An African Green Deal to Deliver a Prosperous Future
Accelerated by a Uniquely African Green Policy Package
A comprehensive policy package towards an ‘African Green Deal’ could create the policy space to unlock billions in energy transition investment and initiate a step-change in the speed of renewables development on the continent. Such a package would require each country to play to its strengths, but it would create new areas of cross-border cooperation, unify strategic objectives and promote knowledge sharing opportunities that deliver against common interests.
Such a deal would recognise that public intervention is essential to achieving a just, inclusive, and people-centric energy transition.
Exploiting Vast Regional Resource Potential
Africa is endowed with significant energy resources. It’s estimated renewable energy potential is 1,000 times larger than its projected demand for electricity in 2040, which means the continent has more than enough renewable energy potential to serve its future demand.
Southern and Eastern Africa’s combined total share of electricity generation from renewables could grow from 20% in 2016 to 63% by 2040. Resource wealth positions the entire continent well to benefit from the energy transition.
Moving Beyond Fossil Fuel Reliance
More than half of Africa’s primary energy supply comes from fossil fuels, which also represent around 40% of African exports. Countries such as Algeria, Angola, Chad, Nigeria and the Sudan are highly dependent on oil and gas as a source of revenue. The emerging low-carbon future will lead to risks of stranded assets, in addition to the already serious effects of price volatility for internationally traded commodities.
Renewables, by contrast, offer African economies prospects for economic growth, cost-effective technologies to expand energy access and quality of access, and industrial development along new value chains, with substantial, local job creation potential.
Increase Energy Access for Socio-economic Development
A key aspiration of the African Union’s Agenda 2063 is “to eradicate poverty in one generation and build shared prosperity through social and economic transformation of the continent”. Yet due to population growth more people live without electricity and clean cooking today than in 2010, despite important advances in some countries.
Without reliable, affordable and sustainable modern energy the continent’s socio-economic development objectives will be impossible to attain. Distributed renewables continue to play a key role in delivering modern energy access ensuring positive socio-economic and welfare outcomes from the energy transition.
Create Millions of Jobs Across Africa
Investing in energy transition technologies creates up to three times as many jobs as fossil fuels per million dollars spent globally. In Africa, the transition creates vast employment opportunities.
Under IRENA’s 1.5° energy transition scenario, Africa would create 26 million more jobs economy-wide by 2050 than under a business-as-usual approach, significantly outweighing fossil fuel job losses in the industry. Renewables jobs alone would top 8.1 million by that time, and all energy transition-related fields would employ close to 17 million people.
Drive Industrialisation and Promote Structural Independence
Africa is well endowed with many of the minerals that are essential inputs for renewable energy and low-carbon technologies like electric batteries and wind turbines, including manganese, copper, lithium, cobalt, chromium and platinum.
Growth in the market for these essential energy transition components holds great potential to benefit African producers if economic activity can move from raw material exports to high value production. This would reduce commodity dependencies and vulnerability to volatile commodity prices. For regional economies based largely on agriculture it would also enhance resilience to climate change impacts.
Fuel Sustained Economic Expansion
Sustainable, clean energy development is a catalyst for broad-based social and economic development in Africa. While just 2% of global energy transition investment went to Africa in the two decades to 2020, a coordinated and integrated approach would increase investment flows and boost GDP. Under a 1.5oC pathway, GDP is 7.5% higher than under current plans in the decade to 2030, and in the decades to 2050 would average out to a 6.4% gain.
While Building Climate and Economic Resilience
Continuing to meet Africa’s growing and diverse energy needs through fossil fuels presents challenges in terms of accessibility, affordability, resilience to supply and price shocks, and environmental protection.
Distributed renewable energy solutions can play a central role as a tailored and resilient source of energy to strengthen rural livelihoods in agriculture and other productive sectors, and deliver public services like healthcare and education.
Boosting All Dimensions of Welfare
The energy transition also has huge potential to improve welfare in Africa, as quantified in IRENA’s multidimensional Welfare Index. Although the relative contribution of the various dimensions differs across African regions, all will see welfare gains. Gains are mostly due to improvements in air quality and thus in human health.
A Policy Framework for Energy Transition
A holistic framework is needed, built on recognition of the close interactions between the energy system, economy and society at large, and planetary ecosystems.
Direct deployment policies must go hand-in-hand with enabling policies and plans to integrate renewables into the energy system, economy and the planet. These efforts also need to be paired with a set of structural policies to strengthen African countries’ industrial capacities; develop its local and regional value chains; address existing commodity and trade dependencies; and pursue education and skill building strategies to forge a skilled workforce.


§ DIRECTIONS: Each line of the records below that holds "Reference" should be returned.

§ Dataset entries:
* * *

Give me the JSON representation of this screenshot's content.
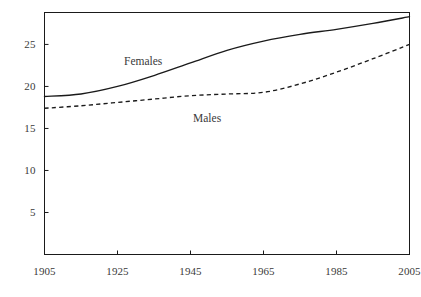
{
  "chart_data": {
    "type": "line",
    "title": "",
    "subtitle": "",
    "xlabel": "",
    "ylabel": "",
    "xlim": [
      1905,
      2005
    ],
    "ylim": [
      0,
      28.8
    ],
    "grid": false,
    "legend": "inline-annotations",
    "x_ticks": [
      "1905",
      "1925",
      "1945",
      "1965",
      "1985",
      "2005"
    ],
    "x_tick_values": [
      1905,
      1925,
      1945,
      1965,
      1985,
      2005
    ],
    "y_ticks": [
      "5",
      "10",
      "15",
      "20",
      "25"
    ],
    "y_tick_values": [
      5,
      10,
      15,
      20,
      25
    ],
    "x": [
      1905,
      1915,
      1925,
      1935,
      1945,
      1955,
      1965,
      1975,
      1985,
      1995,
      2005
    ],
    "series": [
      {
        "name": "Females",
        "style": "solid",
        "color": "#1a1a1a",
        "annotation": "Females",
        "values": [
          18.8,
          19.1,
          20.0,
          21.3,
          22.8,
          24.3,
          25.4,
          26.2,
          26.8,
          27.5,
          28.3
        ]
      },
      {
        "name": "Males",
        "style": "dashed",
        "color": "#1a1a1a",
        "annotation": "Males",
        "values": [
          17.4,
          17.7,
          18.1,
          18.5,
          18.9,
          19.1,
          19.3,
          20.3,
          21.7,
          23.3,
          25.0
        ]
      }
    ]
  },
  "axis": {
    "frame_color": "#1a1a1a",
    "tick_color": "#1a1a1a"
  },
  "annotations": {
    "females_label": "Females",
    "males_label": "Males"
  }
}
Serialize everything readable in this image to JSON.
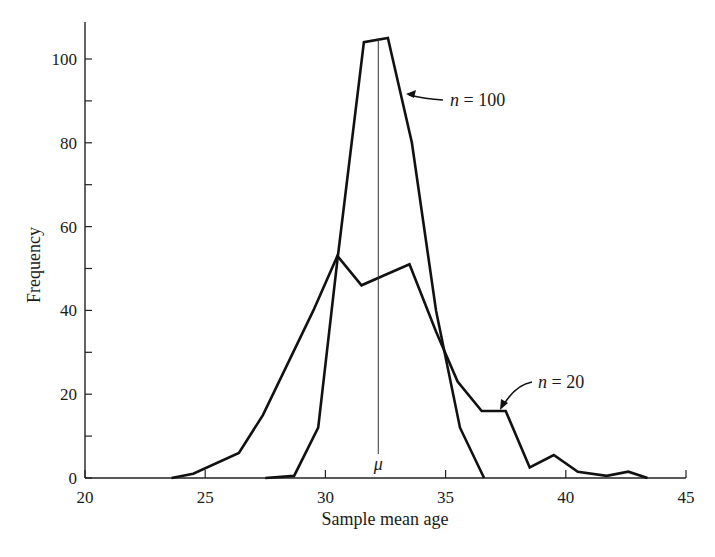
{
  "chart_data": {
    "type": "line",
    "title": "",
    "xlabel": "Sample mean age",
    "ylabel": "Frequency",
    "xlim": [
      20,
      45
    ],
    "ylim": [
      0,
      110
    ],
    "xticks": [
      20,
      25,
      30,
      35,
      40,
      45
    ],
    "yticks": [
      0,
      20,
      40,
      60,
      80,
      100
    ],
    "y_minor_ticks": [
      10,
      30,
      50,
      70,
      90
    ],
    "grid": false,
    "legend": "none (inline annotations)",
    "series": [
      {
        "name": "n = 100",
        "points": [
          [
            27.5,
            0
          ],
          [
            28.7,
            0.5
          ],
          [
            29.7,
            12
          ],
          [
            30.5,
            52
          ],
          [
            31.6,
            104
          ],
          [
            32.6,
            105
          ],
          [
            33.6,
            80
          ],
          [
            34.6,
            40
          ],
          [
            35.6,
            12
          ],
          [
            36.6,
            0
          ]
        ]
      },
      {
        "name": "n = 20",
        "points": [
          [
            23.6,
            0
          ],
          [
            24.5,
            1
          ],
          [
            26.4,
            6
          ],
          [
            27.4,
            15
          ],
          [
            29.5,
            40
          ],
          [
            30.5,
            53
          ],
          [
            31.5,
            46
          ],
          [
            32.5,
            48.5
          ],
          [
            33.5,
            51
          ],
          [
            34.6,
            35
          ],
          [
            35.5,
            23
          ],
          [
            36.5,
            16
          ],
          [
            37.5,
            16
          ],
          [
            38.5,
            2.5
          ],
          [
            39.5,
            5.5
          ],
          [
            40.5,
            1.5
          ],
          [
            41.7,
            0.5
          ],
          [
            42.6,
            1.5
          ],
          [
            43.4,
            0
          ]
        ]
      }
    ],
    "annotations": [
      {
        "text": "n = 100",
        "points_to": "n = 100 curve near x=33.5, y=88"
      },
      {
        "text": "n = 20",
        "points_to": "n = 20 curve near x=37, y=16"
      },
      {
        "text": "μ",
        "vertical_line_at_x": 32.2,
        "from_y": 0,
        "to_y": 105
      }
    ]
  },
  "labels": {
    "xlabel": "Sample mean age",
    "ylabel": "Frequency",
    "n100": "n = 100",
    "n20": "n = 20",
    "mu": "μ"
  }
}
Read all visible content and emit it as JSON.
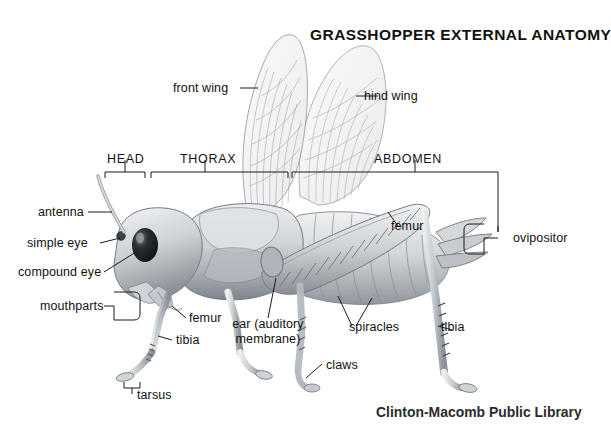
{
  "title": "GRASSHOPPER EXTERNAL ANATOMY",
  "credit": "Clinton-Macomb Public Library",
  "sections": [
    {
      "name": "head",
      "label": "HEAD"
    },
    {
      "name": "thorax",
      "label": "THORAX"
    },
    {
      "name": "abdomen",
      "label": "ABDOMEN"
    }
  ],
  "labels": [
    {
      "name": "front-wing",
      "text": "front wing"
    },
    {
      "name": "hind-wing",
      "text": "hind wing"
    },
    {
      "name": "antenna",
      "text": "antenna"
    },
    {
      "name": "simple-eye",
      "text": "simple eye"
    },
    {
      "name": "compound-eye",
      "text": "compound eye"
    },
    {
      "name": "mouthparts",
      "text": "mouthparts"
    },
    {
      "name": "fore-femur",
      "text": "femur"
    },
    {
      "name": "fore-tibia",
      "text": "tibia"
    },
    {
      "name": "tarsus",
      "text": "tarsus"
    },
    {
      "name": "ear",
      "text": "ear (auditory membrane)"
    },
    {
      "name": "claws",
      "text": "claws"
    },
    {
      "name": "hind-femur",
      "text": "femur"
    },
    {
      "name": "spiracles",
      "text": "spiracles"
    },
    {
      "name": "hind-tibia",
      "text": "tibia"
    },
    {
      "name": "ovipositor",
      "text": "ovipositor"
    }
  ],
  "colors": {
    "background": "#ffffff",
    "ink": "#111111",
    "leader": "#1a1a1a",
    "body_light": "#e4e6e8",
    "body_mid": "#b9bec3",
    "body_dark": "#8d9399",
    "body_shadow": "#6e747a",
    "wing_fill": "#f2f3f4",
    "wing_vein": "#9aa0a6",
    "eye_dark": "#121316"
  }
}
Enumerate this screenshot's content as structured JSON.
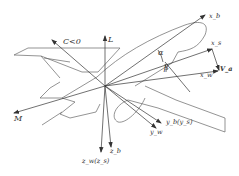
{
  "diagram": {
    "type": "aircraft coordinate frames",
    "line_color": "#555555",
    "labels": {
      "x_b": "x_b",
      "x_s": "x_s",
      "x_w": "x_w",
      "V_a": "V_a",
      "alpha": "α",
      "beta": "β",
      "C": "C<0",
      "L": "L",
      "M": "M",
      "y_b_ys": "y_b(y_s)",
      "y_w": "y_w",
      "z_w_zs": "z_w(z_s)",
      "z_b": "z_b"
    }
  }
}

* * *

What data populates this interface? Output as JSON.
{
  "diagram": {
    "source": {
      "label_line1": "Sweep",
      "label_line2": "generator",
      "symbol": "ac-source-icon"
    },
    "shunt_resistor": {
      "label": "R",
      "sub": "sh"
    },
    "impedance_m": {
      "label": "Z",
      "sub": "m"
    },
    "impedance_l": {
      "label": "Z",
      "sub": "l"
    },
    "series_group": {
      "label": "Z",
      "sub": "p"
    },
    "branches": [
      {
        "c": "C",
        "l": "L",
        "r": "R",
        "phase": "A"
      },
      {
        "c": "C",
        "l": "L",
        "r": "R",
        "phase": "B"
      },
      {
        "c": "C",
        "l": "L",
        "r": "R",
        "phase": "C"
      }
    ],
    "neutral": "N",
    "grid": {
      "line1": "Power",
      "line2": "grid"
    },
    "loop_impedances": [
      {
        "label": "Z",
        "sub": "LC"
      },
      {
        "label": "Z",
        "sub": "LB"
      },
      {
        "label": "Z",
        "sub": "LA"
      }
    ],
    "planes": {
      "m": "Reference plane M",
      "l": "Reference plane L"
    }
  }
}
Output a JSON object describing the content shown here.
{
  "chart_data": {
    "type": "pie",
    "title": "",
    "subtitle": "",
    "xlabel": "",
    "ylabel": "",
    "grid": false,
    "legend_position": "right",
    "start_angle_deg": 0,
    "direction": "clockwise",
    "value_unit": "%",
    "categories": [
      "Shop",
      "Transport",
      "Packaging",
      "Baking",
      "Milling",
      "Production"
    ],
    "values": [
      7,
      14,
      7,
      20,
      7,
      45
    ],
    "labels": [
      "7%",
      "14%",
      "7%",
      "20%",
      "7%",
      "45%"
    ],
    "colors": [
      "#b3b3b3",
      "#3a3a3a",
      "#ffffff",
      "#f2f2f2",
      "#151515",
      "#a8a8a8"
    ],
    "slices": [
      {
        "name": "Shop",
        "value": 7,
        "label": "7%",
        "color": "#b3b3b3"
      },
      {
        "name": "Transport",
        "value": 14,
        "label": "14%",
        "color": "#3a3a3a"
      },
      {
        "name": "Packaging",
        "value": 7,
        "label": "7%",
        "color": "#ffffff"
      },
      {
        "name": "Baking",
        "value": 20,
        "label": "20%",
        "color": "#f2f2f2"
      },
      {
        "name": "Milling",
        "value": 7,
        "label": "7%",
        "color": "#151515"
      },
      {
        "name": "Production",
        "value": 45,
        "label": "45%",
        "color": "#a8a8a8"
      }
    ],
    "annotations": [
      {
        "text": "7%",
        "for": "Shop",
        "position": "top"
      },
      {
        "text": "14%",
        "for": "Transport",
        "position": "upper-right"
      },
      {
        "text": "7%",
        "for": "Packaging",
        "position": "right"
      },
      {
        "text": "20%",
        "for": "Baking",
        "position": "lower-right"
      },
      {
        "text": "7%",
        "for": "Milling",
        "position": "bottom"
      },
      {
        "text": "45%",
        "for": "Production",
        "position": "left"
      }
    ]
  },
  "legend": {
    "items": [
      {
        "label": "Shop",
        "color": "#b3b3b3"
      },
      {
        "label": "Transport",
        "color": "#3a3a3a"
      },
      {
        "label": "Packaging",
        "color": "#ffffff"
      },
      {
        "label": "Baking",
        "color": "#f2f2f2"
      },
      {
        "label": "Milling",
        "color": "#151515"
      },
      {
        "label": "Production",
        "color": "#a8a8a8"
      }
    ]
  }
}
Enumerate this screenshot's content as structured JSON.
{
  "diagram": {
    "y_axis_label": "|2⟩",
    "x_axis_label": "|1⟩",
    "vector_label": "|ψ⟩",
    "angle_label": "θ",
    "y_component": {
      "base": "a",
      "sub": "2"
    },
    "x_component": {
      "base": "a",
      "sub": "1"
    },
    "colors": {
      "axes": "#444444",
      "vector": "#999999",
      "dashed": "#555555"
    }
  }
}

* * *

§ TASK SOLUTION:
      "m": "Reference plane M",
      "l": "Reference plane L"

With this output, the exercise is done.